According to relevant studies, 80-90% of vineyards that suffer mild to moderate damagecan fully recover within 1-2 years, as long as the appropriate measures are taken in time: proper irrigation, careful pruning, protection from diseases. In Chile, the 2017 fires burned the Maule and Itata valleys, but winegrowers saw the vine logs reborn from the ashes. They chose organic farming, respect for the environment, resilience. The fire became an opportunity for redefinition.

Examples from the European Union

In many Mediterranean countries, the abandonment of vineyards has already been correlated with the intensity and extent of the fires. On the contrary, where they are preserved and cultivated, vineyards function as natural fire protection zones, reducing the continuity of fuel and facilitating access for firefighting teams. Here are typical examples:

Portugal

In the mountainous region of Dão in Portugal, the Casa de Mouraz organic vineyard lost half of its area to fires. But the owners did not dwell on the loss: they redesigned based on agroecology, soil restoration and community participation with co-financing. Thus, the vineyard became common property of the community.

Spain – Catalonia

In the La Plana de Manlleu region in Catalonia, cultivated vineyards are integrated into mosaic rural landscapes, along with pastures and other land uses. This diversity acts as a natural brake on the spread of fire. In contrast, in inland Spain, the abandonment of vineyards and other crops led to the accumulation of biomass, increasing the intensity and speed of the spread of fires.

Italy – Sardinia

Studies in northwestern Sardinia have shown that abandoning farmland, including vineyards, leads to greater intensity and duration of fires. On the contrary, preserved vineyards and other crops (olive groves, citrus groves) function as fire protection zones, interrupting the continuity of vegetation and facilitating the intervention of firefighters.

France – Provence

In the south of France, particularly in Provence, fires destroyed both active and abandoned vineyards. The absence of human care contributed to the rapid spread of the fire.
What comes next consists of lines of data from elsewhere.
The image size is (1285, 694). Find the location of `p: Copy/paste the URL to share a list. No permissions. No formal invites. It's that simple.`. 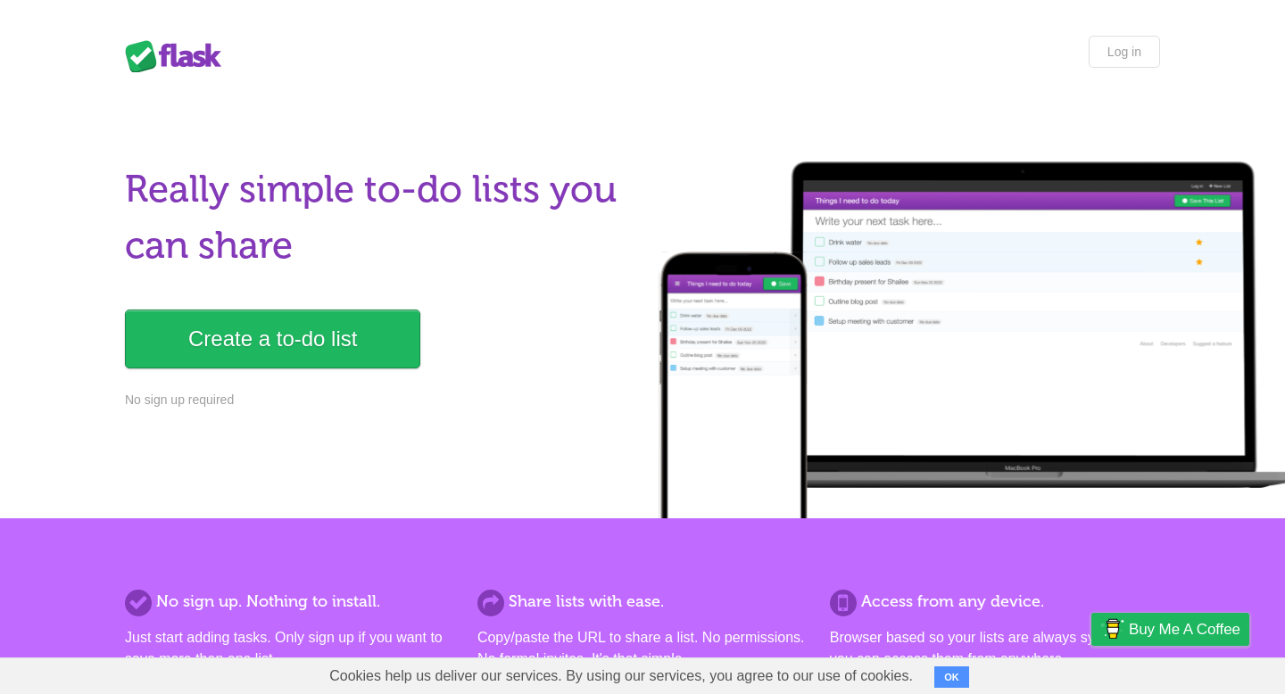

p: Copy/paste the URL to share a list. No permissions. No formal invites. It's that simple. is located at coordinates (643, 649).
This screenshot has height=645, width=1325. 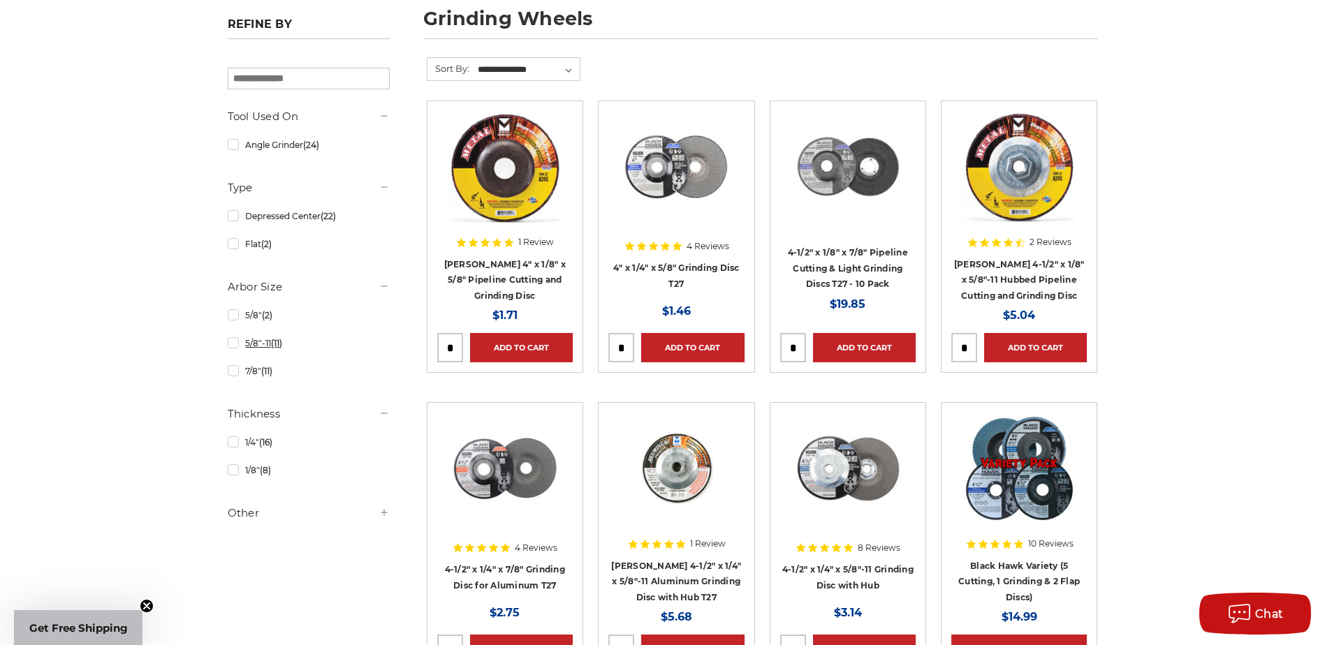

Vineyards act as natural fire protection zones

The European Commission points out that cultivated vineyards can act as natural fire protection zones, because they interrupt the continuity of fuel and facilitate extinguishment.

The message is clear: the restoration of the vineyard will not come through fragmentary subsidies. It takes a vision, a plan and—above all—a reconnection with the earth.

These experiences show the deepest value of the vineyard: it is an ally of prevention and ecology. Well-groomed vineyards can act as natural barriers to the spread of fire — as long as they are not left to be abandoned. At the same time, the return of cultivation to degraded areas strengthens the landscape, shields the soil, and revitalizes society.

The example of Alto Douro in Portugal, recognized as a UNESCO World Heritage Site, shows that a historic vineyard is not just a tradition, it is a political strategy. And Cyprus is not lagging behind: it has rare varieties, special geomorphology and valleys with dry stone walls. Pitsilia, Afamis, Krasohoria, Laona can be transformed into models of agrotourism and environmental regeneration. It is enough to have the will, support and strategy.

The full dimensions of the disaster have not yet been captured. What is urgent, however, is not only rehabilitation. It is the mapping of a new course, a strategy that will see the vineyard not as a remnant of the past, but as a living infrastructure of protection, culture and resilience. For from the earth covered with ashes, life can grow again.